Microsoft has unveiled a preview beta of Windows 8. CIO Australia has compiled related articles following the announcement.
Microsoft launches Windows 8 preview
Microsoft will post the first developer preview beta of Windows 8 late on Tuesday, the company announced as it showed off the new OS running on a Samsung tablet.
Microsoft woos developers with Windows 8 demonstration
Microsoft took the wraps off Windows 8 and Internet Explorer 10 on Tuesday, revealing a dramatically different Windows for both users and application developers.
Microsoft opens Windows 8 preview to all
Taking a different tack than it did three years ago, Microsoft has made a preview of Windows 8 available to anyone who takes the time to download it.
Windows 8 steps beyond the desktop
On the Windows computer of the future, live tiles will replace icons, touch-based gestures will replace mouse clicks and semantic zooming will replace the arduous traversal through nested menus and folders.
Windows 8 features for laptop users
Microsoft showed off many tablet-centric features from its radical redesign of Windows 8 at its BUILD developers' conference on Thursday, but still promised to support desktop and laptop users who own interact with their computers using traditional keyboards and mice.
Windows 8: What it's really all about
Now we know. Microsoft's president for Windows, Steven Sinofsky, today revealed a "reimagined" Windows, which boasts a very different, tile-based user interface called Metro based on Windows Phone that is touch-savvy, runs on ARM processors as well as Intel x86 chips, and yet will also work on traditional keyboard-and-mouse PCs and run anything that runs on Windows 7.
Windows 8 also has tools for power users
Microsoft has spent so much time at the BUILD conference this week talking about how Windows 8 will operate like a tablet OS that you might feel left out if you plan to continue working on a desktop or laptop. But whether you're an IT manager, PC enthusiast, or professional just trying to get some work done, Windows 8 will have enough new features to make it worth your interest.
Microsoft leaves Windows 8 questions unanswered, say experts
Today's long-awaited look at Windows 8 has left analysts almost as perplexed as they were before Microsoft's top Windows executive walked onto a California stage. But if Microsoft was hoping to generate excitement about the upgrade, it succeeded, if only because of the fast-paced presentation by Steven Sinofsky, the president of the Windows group.
Intel to show tablets, ultrabooks running Windows 8
Intel plans to show Microsoft's upcoming Windows 8 on tablets based on new Atom processors, and on ultrabooks, at both the Intel Developer Forum and Microsoft's BUILD conference this week, according to a source familiar with Intel's plans.
Windows 8: Way Too Early for the Hype
Windows 8 is an impressive move for Microsoft, but with its launch a year away it seems awfully early to be talking it up.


[Instructions for the task]
Go through the records and set each one down exactly, skipping any picture.

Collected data
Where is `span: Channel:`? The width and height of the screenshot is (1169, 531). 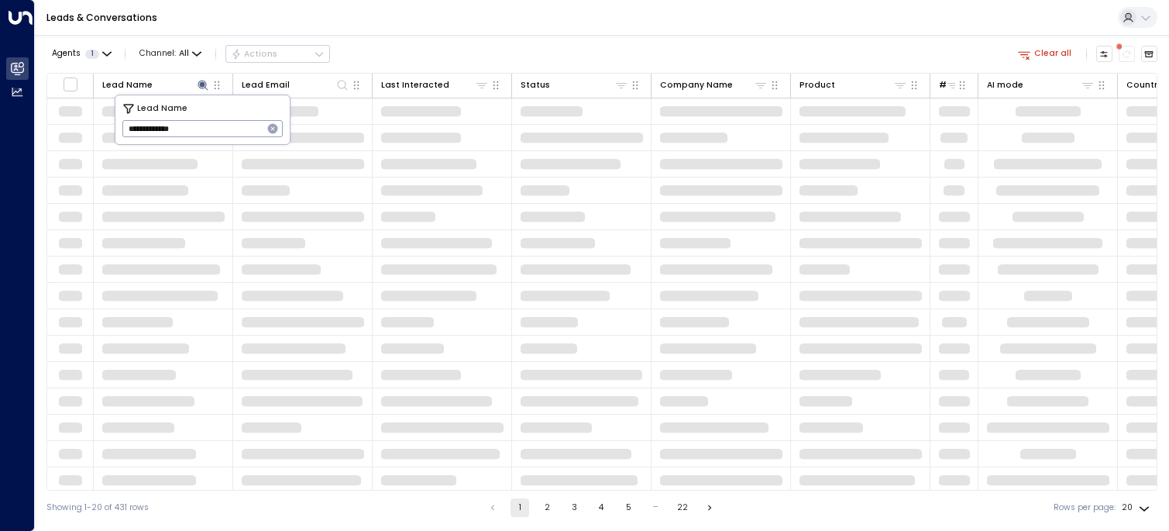
span: Channel: is located at coordinates (170, 53).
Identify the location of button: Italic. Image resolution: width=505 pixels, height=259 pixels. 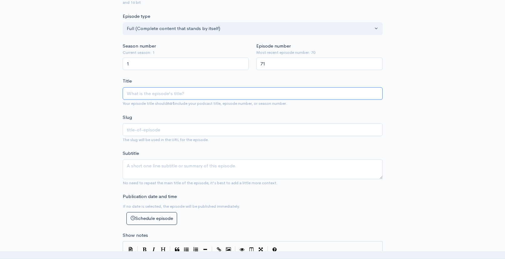
(154, 249).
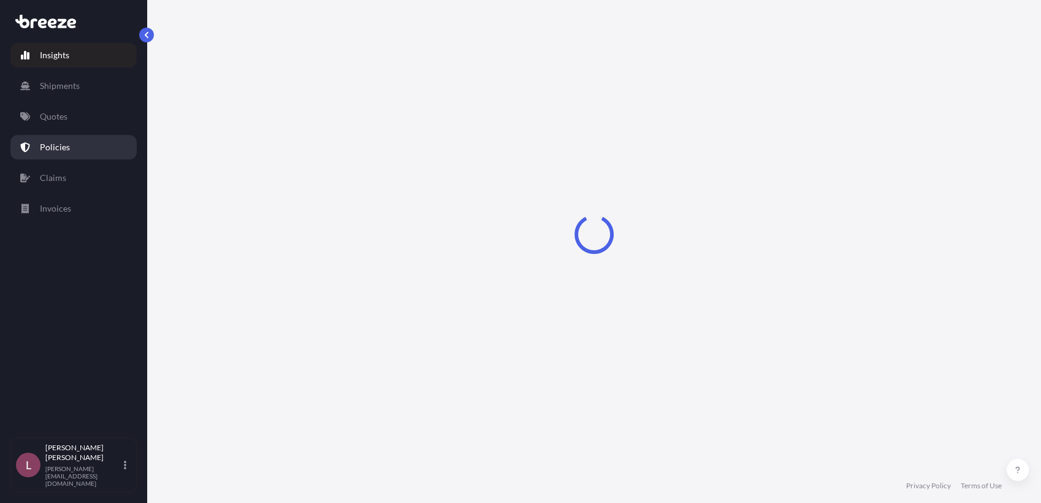  What do you see at coordinates (55, 208) in the screenshot?
I see `p: Invoices` at bounding box center [55, 208].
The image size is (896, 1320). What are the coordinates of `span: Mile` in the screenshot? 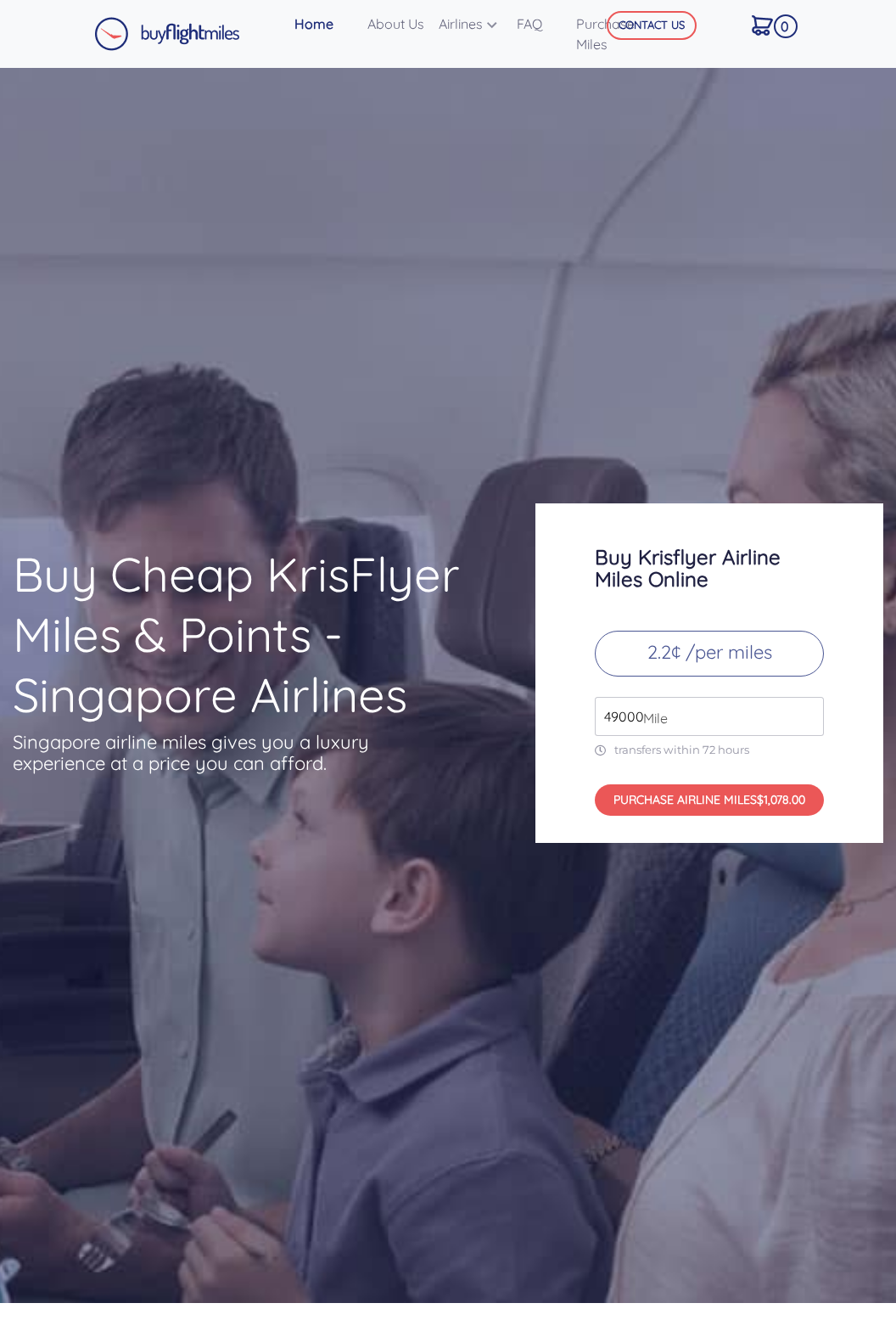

[Response for this exercise]
Where is `span: Channel:`? The width and height of the screenshot is (1169, 531). 
span: Channel: is located at coordinates (170, 53).
Identify the location of button: Italic. Image resolution: width=505 pixels, height=259 pixels. 
(154, 249).
  What do you see at coordinates (55, 208) in the screenshot?
I see `p: Invoices` at bounding box center [55, 208].
The image size is (896, 1320). What are the coordinates of `span: Mile` in the screenshot? 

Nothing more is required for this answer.